"At sunset we laid him to rest, with full military honours. The salute was fired; then, with tears coursing down his bronzed cheek, the bugler stepped to the head of that lowly grave and sounded taps—the soldier's 'good-night.' Sweetly and sadly those mournful cadences floated out over the desert, Troop C's farewell to little Sammy.

"Two days later a message came from Department Headquarters inquiring if one Izo Yamato, a Japanese, was at Huachuca, and if so to extend to him every courtesy, etc., etc., by order of the War Department. I replied, briefly detailing the history of his death. I also wrote the Japanese consul at San Francisco, telling him all.

"A month slipped by, when an ambulance and escort arrived from Benson. Sammy's father, Count Yamato, a distinguished man of middle age, had come to take the body home. Through an interpreter and Reynolds he heard the story of Sammy's gallant fight and death. He was much moved and, though his eyes were dim with unshed tears, he gravely saluted the Colonel and myself, and declared himself content, since his son had died as befitted a Samurai of his rank.

"Through the interpreter, we told him of the great friendship between his son and Reynolds. It was after a long talk with the Count next day that Reynolds sought the Colonel with a strange request. He explained that, as his three years of service would expire within a month, he desired the Colonel's influence with the Department in securing his immediate discharge. The Count had offered formally to adopt him as his son and, having no ties which bound him to his native land, the Sergeant had accepted. Count Yamato seconded the petition, stating that having lost his only son, his heart had gone out to the gallant young American whom he now desired to make his heir. It was easily arranged, and two days later they started west with Sammy's remains.

"Within a week or two after I, too, was in San Francisco, ordered to duty at the Presidio. As I crossed the ferry from Oakland, we ran close under the stern of a great Pacific liner bound for the Orient. On the after-deck stood a tall figure, and Sergeant Reynolds' voice came to me across the waters, 'Good-bye and God bless you, Captain.' The Count stood beside him, and I knew that below decks little Sammy's body was going home to sleep beside his fathers. Into the splendour of the sunset which lay beyond the Golden Gate, to the far-off land of flowers, sailed the mighty ship bearing my two Samurai, the living and the dead."

The Colonel paused in his story, and taking from his pocket a letter postmarked Tokio, Japan, May 1, 1904, he read the following extract:

"'As a military man you are, of course, interested in the war. Here in Japan we hear little of events at the front save the official dispatches, with which you are already familiar. Yesterday, however, I witnessed an event of more than passing interest. During the recent desperate fighting between the Japanese torpedo flotilla and the Russian battleships about Port Arthur, a lieutenant-commander of the Japanese navy, in command of a destroyer, made a daring and successful attack upon one of the enemy's vessels. He was killed in the action, and his body brought home for interment. Never have I seen so splendid a spectacle nor so impressive a service. In attendance were the Emperor and the entire Imperial Court, as well as the highest officers of the Army and Navy, all ablaze with gold lace and jewelled decorations. The body rested upon a magnificent catafalque of purple velvet, bearing the national arms and draped with the battle-flags of his ship. It seems that the officer had been a Samurai, a member of some noble family, and, in recognition of his gallantry in action, a part of the ceremony was the conferring by the Emperor on the dead man of the Order of the Golden Kite, thus marking him as one of Japan's national heroes. After this ceremony was ended, an old, white-haired noble, said to be the dead man's father, took from an attendant a package, which proved to be a silken American flag, with which he reverently covered the casket. Then the crowd slowly filed out, leaving the dead hero alone under the folds of Old Glory. It is said to have been an event unprecedented in the history of Japan, but I could learn little concerning it. Those I asked either didn't know, or wouldn't tell. Strange people, these Japanese.'"

The Colonel folded up the letter and replaced it in his pocket. As he rose to bid us good-night, he said:

"I have since learned that the daring commander who gave his life to Japan, and whose body lay in the old temple, shrouded in the American colours, was Sergeant Reynolds of old Troop C, one of my Two Samurai."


◆ **WHAT TO PRODUCE**
Which of the lines in the data below contain the string "start"? Copy each of them.

◆ **Figure dataset records**

►

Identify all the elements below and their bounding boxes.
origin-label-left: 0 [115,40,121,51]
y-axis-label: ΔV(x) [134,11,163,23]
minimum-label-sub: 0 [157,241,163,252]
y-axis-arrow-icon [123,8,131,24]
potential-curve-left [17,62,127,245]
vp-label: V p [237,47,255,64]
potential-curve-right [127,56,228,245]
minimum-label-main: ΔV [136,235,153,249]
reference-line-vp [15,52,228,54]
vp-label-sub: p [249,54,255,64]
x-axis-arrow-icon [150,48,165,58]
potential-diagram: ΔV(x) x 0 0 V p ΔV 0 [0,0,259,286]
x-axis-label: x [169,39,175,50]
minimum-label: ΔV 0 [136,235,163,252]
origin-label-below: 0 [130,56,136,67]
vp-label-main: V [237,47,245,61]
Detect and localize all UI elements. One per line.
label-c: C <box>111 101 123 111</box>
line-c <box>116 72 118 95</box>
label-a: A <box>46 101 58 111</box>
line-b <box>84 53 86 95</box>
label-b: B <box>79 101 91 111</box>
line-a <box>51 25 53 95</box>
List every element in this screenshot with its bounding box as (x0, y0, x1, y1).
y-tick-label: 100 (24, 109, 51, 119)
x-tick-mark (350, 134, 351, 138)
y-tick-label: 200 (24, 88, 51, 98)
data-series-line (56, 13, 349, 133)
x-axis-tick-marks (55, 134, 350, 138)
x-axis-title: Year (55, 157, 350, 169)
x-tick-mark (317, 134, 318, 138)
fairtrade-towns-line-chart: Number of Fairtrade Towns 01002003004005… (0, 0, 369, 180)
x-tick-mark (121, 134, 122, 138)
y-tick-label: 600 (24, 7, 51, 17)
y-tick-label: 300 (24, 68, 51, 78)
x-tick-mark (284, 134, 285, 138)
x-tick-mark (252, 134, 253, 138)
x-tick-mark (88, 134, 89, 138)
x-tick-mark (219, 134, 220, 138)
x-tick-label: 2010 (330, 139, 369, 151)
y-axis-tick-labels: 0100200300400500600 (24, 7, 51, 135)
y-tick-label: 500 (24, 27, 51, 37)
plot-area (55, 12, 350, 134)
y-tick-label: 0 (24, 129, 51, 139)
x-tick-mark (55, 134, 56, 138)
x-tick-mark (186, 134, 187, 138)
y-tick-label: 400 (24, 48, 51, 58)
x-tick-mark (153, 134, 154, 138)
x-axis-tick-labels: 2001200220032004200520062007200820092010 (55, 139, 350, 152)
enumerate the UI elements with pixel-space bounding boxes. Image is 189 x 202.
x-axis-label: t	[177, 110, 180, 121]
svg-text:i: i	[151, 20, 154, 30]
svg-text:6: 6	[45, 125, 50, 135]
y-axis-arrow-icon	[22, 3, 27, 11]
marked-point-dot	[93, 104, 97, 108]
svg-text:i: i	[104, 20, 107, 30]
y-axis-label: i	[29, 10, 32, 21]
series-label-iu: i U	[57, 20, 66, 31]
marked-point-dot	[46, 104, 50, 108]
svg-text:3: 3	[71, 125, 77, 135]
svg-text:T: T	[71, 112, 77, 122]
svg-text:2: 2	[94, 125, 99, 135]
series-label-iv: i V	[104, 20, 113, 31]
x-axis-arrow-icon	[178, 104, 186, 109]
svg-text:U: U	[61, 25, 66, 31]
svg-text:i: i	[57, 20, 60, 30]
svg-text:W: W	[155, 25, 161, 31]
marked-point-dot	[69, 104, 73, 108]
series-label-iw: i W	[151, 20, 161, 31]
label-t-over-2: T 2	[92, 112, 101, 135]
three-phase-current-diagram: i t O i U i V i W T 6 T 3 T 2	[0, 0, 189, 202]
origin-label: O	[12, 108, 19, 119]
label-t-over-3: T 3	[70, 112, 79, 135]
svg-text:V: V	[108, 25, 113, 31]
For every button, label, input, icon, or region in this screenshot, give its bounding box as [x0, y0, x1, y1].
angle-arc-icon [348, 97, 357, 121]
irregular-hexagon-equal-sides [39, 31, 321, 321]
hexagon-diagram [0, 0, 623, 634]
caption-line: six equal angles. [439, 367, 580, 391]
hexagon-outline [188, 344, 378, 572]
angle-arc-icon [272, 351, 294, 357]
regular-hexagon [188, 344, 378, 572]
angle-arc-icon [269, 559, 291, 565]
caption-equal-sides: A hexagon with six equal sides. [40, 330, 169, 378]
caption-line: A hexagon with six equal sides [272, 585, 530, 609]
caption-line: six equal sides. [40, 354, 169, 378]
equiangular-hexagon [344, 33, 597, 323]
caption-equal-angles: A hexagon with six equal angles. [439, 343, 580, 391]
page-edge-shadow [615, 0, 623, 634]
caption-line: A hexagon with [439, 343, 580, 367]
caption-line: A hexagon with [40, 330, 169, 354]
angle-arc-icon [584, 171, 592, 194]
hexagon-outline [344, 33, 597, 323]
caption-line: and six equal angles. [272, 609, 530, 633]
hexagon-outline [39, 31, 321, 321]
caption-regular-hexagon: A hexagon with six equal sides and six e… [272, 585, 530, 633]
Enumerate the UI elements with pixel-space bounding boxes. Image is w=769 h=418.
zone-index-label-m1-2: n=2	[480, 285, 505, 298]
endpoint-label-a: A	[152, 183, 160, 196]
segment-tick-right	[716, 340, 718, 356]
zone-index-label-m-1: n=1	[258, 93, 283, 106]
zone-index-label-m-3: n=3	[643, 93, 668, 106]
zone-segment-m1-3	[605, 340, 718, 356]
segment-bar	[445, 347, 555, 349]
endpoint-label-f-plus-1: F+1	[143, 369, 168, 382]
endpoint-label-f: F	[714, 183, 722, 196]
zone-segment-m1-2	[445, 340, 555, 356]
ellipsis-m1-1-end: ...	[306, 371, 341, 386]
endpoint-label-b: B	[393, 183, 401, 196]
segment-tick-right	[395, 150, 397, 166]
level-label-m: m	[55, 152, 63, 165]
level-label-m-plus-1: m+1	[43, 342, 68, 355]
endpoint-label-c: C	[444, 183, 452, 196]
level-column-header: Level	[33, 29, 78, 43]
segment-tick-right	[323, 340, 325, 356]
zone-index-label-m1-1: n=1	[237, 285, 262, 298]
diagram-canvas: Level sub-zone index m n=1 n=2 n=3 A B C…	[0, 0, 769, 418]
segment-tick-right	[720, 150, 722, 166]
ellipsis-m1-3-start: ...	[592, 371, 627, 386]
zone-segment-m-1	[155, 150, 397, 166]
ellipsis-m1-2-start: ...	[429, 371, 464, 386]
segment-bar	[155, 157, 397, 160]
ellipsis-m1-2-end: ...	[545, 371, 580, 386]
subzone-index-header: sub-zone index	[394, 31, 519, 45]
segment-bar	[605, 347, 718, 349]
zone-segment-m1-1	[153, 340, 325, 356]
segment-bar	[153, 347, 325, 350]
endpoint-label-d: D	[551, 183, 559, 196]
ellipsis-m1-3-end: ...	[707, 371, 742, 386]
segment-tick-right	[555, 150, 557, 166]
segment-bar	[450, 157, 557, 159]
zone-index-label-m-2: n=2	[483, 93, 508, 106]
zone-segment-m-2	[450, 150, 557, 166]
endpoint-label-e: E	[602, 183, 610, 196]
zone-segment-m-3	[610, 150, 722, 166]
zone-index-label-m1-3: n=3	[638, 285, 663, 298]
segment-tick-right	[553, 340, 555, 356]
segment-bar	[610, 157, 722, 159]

◄

◆ **RESPONSE BOX**
ellipsis-m1-3-start: ...	[592, 371, 627, 386]
ellipsis-m1-2-start: ...	[429, 371, 464, 386]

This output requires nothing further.